Researchers at Technical University of Munich (TUM), Helmholtz Zentrum München and the German Center for Infection Research (DZIF) have developed a novel therapeutic approach to cure chronic hepatitis B. The scientists found that the large amount of hepatitis B virus proteins expressed in the liver prevents the body’s immune system to defeat the virus. Knocking down the expression of the virus’ proteins may enable a successful therapeutic vaccination.
Around 260 million humans, more than three percent of the world’s population, are chronically infected by the hepatitis B virus. As a result, every year, 880,000 people worldwide die of liver failure or hepatocellular carcinoma. Currently no curative therapy is available. The therapies available to date inhibit virus replication, but need to be given long-term. As long as infected people cannot form an adequate immune response, the virus will survive. This is precisely where Prof. Ulrike Protzer, head of the Institute of Virology at TUM and Helmholtz Zentrum München, and her team start.
Consequently, the researchers first developed a method to suppress the hepatitis B virus proteins. They used siRNAs, small ribonucleic acid molecules that bind to the messenger RNA of the virus’ proteins. By labelling the messenger RNA with siRNA, the infected cell receives the signal that the viral RNA is undesired and removes it. However, the suppression of protein expression alone was not sufficient to reverse the inhibition of the CD8+ T-cells in chronically infected mice.
The scientists therefore had to go one step further: “We then combined the siRNA method with a therapeutic vaccination developed by us. This enabled us to trigger a strong immune response against the virus. This led to cure of hepatitis B virus infection in two different mouse models,” explains Dr. Thomas Michler, researcher at TUM and one of the two first authors of the study.
The newly developed vaccine, called TherVacB, will be tested as an immunotherapy in a two-year clinical trial starting in 2021. “The therapeutic vaccine we have developed is indeed very promising as it induces neutralizing antibodies and T-cell responses,” said Dr. Anna Kosinska, the other first author of the study. The vaccine will be administered in three doses every four weeks. It has been designed to target the majority of all hepatitis B viruses and therefore will be beneficial to most people infected worldwide.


About this exercise -
Retyping the records exactly, down to the last line, is the whole job.

Available data -
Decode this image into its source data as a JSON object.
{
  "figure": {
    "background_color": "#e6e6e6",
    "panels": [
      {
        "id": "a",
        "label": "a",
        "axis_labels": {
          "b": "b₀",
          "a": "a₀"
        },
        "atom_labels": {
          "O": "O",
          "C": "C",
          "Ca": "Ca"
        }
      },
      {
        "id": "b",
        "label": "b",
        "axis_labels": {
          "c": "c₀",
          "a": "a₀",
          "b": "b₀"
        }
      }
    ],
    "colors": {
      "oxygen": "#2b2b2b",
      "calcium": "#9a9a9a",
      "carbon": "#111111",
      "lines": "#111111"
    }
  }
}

Exercise output -
Decode this image into its source data as a JSON object.
{
  "figure": {
    "background_color": "#e6e6e6",
    "panels": [
      {
        "id": "a",
        "label": "a",
        "axis_labels": {
          "b": "b₀",
          "a": "a₀"
        },
        "atom_labels": {
          "O": "O",
          "C": "C",
          "Ca": "Ca"
        }
      },
      {
        "id": "b",
        "label": "b",
        "axis_labels": {
          "c": "c₀",
          "a": "a₀",
          "b": "b₀"
        }
      }
    ],
    "colors": {
      "oxygen": "#2b2b2b",
      "calcium": "#9a9a9a",
      "carbon": "#111111",
      "lines": "#111111"
    }
  }
}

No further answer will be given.